“Catherine, what is it?” Vai murmured, coming up beside me as I laced the basket shut. Seeing his mother distracted by a steward’s quiet instructions, he caught my hand in his. “That’s a brilliant idea you have about opening up the school to all the children of the local villages.”
“Yes,” I said dreamily, imagining the consternation at the introduction of so much rustic simplicity when Vai and I announced our new plan.
Noble Ba’al! Had I already acquiesced? Had the mansa defeated me so easily? Or was it the look on Vai’s mother’s face that had weakened my resolve? How could Vai and I possibly manage a household if we started from nothing among people hostile to cold mages? How would we even keep warm in winter? To build a house with a hypocaust system was ruinously expensive even if Vai did much of the carpentry himself. We hadn’t a sestertius to our names.
He allowed a servant to push his mother and Wasa in the invalid chair so he could walk behind them arm in arm with me. As we paced through the compound along corridors I had never before seen, he smiled, for the people who lived in Two Gourds House did pause to look. Blessed Tanit! The man meant to make sure everyone saw him. I was both amused and embarrassed. I did not like so many people staring at me. I did not like the feeling that I was being seduced into the clutches of the mage House with lovely clothing and flattering admiration, even though I knew that was not Vai’s intention. No doubt he simply wanted to give things to me to show he could, like the sandals he had bought for me at Aunty Djeneba’s and the bed he had built for us.
The troubling confusion of my thoughts made it therefore a relief when we settled the family in the coach.
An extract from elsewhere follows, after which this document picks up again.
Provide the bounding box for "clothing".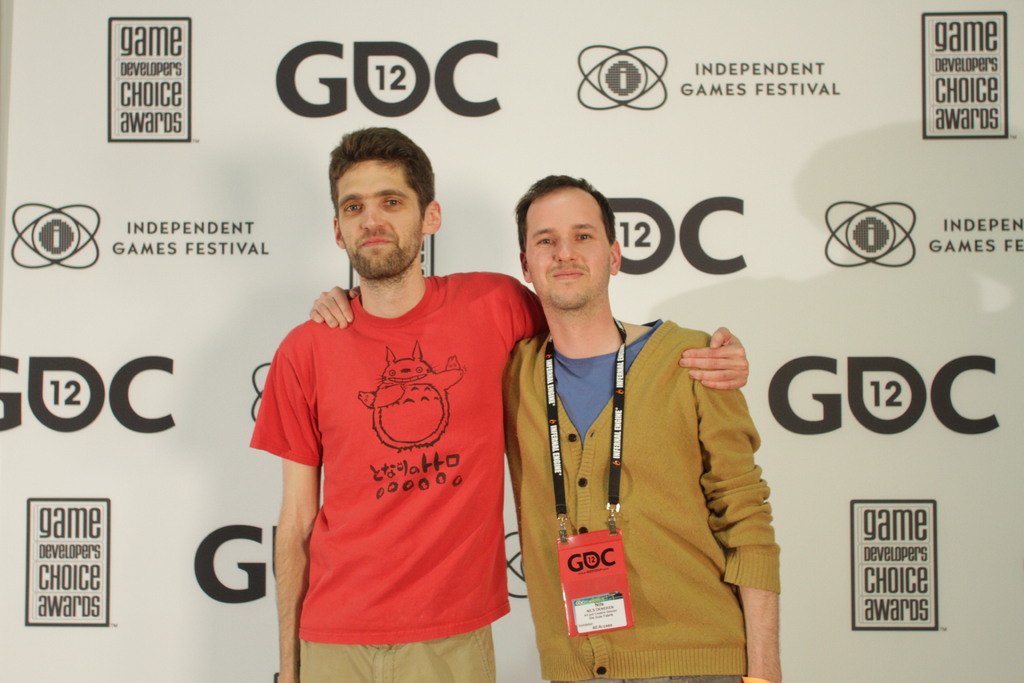
rect(500, 310, 782, 682).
When a big basket appeared with the puppy in it, to be conveyed with the girls in the coach, I thanked Serena so profusely that she smiled in a way that made me feel gauche, an emotion I would never have believed I could experience.
“The creature will give them something to keep their minds off the journey and whatever trouble lies behind us.”
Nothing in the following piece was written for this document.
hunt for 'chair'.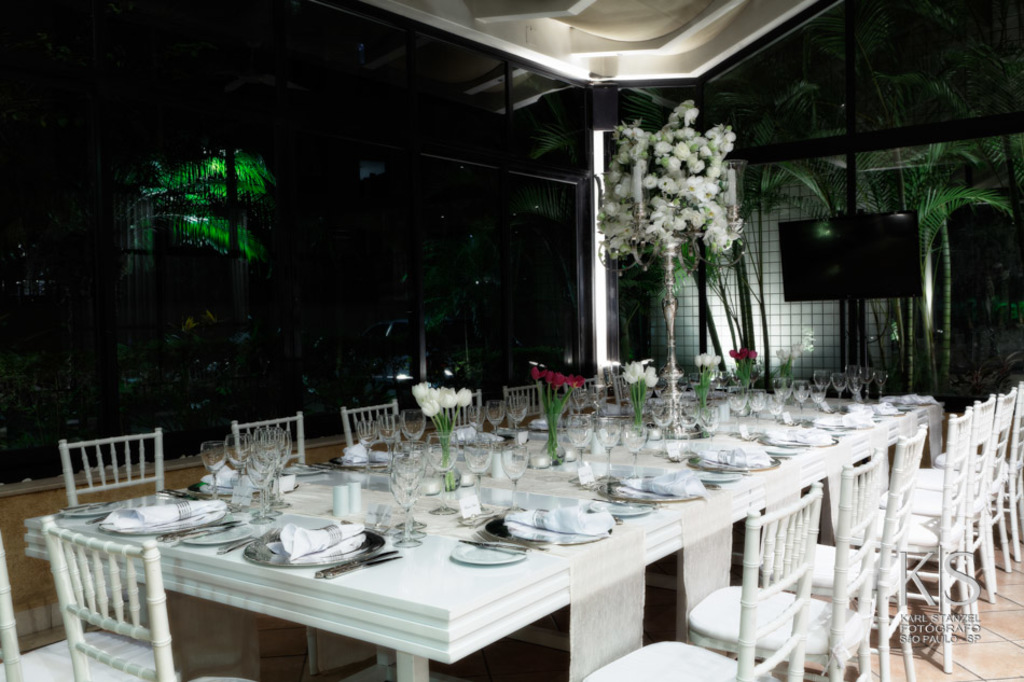
Hunted down at x1=778, y1=424, x2=925, y2=681.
The girls wept and clung first to me and then to Vai before he gently reminded them that he relied on them to take care of their mother.
Vai’s mother took my hand in hers, speaking in a low voice. “You were right. He did not leave us behind.” To my surprise she kissed me on the cheek.
From the steps we watched the cavalcade depart. The spears of the escort flashed under the bright eye of the sun. The Four Moons banner rippled in a brisk wind. Distant thunder rolled, and everyone waiting in the courtyard looked up at the cloudless sky.